I've started refreshing my knowledge of predictive modelling and am reminded of something that has always struck me with the way we teach students about machine learning: we, not the machines, do most of the thinking.

How can this be so? Don't machines learn by themselves? 

I'm reading about "supervised learning"(1), where the model is based on observing variables and looking for a relationship between the variables and some known outcome. The goal is to find a way to predict the outcome based on the observed variables. Well, I guess the machine is learning, but my experience with learning has a lot more to do with figuring out HOW to look at something -- how to aggregate, weight, and disregard in the presence of an enormous quantity of variation, finding patterns buried in noise.

But in most cases, we limit the machine in what it can learn because we limit what the machine can observe. WE choose what the machine pays attention to, and then tell it to do the best it can do. It is like putting blindfolds over my eyes, then telling me to learn to predict where a ball will land based on wind-speed, sound, and air temperature instead of giving me eyes to see the ball.

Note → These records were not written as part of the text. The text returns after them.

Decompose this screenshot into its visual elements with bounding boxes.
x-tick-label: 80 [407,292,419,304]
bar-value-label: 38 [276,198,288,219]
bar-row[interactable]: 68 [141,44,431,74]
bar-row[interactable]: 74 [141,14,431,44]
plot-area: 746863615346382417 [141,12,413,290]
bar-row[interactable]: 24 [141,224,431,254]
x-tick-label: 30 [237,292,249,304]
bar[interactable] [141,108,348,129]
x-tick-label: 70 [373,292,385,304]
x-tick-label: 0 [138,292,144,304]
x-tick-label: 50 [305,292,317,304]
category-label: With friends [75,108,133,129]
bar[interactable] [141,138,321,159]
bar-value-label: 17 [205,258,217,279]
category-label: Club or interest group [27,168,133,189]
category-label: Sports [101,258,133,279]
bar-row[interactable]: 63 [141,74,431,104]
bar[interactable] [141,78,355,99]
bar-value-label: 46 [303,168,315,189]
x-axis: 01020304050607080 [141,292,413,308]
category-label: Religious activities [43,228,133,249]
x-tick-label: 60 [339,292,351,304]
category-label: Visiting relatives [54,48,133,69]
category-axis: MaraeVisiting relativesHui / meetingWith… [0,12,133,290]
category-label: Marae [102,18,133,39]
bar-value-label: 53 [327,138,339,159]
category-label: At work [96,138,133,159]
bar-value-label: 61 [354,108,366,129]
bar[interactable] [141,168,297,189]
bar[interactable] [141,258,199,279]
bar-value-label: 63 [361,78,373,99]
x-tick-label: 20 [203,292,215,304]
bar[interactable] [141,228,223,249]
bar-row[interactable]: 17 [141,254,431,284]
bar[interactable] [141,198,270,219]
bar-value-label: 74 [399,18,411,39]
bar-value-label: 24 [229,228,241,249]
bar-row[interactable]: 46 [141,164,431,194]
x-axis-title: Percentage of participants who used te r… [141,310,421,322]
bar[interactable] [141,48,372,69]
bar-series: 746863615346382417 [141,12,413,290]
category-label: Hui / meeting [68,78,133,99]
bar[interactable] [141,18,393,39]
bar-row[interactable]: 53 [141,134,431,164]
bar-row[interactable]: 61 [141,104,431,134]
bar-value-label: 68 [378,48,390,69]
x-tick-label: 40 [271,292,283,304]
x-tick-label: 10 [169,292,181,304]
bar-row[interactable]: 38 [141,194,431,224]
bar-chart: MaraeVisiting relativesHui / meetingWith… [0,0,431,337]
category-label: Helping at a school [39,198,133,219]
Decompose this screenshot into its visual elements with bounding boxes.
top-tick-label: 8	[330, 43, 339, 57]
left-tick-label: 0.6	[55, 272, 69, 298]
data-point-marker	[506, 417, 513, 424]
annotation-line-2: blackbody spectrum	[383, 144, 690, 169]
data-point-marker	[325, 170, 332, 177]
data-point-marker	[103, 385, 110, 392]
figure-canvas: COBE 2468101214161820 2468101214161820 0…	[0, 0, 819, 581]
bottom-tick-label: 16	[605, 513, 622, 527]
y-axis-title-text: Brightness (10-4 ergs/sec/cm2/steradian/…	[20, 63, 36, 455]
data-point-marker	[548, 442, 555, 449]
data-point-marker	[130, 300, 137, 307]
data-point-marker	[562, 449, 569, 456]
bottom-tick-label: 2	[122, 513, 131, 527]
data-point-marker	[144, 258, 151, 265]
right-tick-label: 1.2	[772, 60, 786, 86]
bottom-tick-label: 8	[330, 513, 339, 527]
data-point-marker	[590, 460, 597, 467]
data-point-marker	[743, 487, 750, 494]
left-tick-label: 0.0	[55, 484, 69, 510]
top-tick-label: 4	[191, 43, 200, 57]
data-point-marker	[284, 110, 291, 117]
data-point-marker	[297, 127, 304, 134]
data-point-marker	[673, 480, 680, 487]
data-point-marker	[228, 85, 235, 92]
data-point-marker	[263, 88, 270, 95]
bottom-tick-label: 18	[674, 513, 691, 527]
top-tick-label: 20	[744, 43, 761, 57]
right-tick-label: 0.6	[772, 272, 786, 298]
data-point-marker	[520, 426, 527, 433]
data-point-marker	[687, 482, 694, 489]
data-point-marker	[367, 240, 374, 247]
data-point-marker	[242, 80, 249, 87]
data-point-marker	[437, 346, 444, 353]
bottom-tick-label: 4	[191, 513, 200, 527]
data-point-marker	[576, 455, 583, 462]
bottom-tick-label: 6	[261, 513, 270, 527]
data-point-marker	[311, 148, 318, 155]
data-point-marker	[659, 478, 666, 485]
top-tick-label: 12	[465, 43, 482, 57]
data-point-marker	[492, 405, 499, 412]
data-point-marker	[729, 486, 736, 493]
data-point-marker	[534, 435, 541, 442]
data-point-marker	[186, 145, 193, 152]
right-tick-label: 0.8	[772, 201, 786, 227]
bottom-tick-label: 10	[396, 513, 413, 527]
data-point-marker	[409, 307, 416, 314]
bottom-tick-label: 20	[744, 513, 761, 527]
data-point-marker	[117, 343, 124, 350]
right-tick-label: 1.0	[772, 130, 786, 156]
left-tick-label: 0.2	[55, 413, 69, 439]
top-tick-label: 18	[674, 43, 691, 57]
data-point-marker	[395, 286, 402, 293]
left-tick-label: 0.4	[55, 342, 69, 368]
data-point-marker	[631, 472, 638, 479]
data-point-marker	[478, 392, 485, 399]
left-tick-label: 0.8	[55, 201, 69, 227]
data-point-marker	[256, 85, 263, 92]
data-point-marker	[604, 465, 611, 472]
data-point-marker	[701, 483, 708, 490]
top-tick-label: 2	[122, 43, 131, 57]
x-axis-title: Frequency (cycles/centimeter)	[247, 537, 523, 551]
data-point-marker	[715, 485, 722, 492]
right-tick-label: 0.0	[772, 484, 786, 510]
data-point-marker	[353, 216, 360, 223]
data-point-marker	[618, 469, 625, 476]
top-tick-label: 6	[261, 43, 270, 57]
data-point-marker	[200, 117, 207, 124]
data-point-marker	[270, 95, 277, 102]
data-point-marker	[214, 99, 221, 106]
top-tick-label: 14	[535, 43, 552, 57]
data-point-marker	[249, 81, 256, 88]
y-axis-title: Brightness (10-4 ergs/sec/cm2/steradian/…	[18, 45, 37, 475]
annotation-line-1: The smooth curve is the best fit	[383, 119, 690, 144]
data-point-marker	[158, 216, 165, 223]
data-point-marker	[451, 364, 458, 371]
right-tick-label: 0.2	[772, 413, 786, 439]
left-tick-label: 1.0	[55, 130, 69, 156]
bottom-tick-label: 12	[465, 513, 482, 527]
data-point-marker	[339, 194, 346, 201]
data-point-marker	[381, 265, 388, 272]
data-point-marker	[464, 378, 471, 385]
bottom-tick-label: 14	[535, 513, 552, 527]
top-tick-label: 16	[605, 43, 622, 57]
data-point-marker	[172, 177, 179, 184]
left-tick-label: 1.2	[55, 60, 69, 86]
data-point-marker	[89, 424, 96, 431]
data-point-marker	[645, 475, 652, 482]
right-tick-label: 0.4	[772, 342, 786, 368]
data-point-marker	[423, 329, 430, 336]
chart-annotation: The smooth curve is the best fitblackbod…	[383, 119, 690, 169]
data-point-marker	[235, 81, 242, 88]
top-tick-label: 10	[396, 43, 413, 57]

For the first time since machines have been invented, we are finally taking off the blindfolds and giving machines more to look at by using the internet as an input. The internet has the requisite variety(2) to become a sense organ. And hence the mad dash to make sense of all this internet data. "Data-miners" are pounding larger and larger data sets through machine learning algorithms.


But who is writing the algorithms to specify the models? How are we teaching machines to learn on their own? What are we asking them to learn? Are we giving them the eyes to see? Or are we limiting their learning?

And what happens when the machines learn faster and better than we do?